I went to my first concert since, you know, the thing. All glory to Elbow.
Other recent minutiĂŚ
Iâve been taking up sketching in my journal to ease the brain. Iâm not anywhere near good enough
to be posting anything on here â trust me â but itâs just nice to have a creative outlet. :)
I went on a brief jaunt out to
the old Roman temple at Benwell, but to tell the truth, there wasnât enough interesting about it to turn it into a full post.
I did, funnily enough, pass about five different religious denominations on the bus
there â a church, a mosque, a gurdwara, a Hindu temple, and a Hare
Krishna society.
Storm Arwen absolutely fucked parts of Northumberland. My neck of the woods was largely
unscathed, but the next town over didnât fare so well â they didnât have power for about a week.
There were a couple of Barbadians interviewed on Radio 4 about the countryâs transition to a
republic, and it rather struck me how similar their dialect is to our West Country accent.

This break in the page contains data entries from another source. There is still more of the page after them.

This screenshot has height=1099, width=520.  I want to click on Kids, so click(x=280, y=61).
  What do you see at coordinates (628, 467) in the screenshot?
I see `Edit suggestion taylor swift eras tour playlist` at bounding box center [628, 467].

Now that the nights are getting longer again, itâs getting to be good weather for stargazing. I
really must get myself out to that observatory in Wark again at some pointâŚ
Relevant pictures (and one audio file) from jaunts out
The aforementioned temple, dedicated to the obscure Romano-Celtic God
Antenociticus.
One of the many, many trees knocked over by the storm. (And this was taken a fortnight after the
fact!)
The sound of Arwen pattering against the window.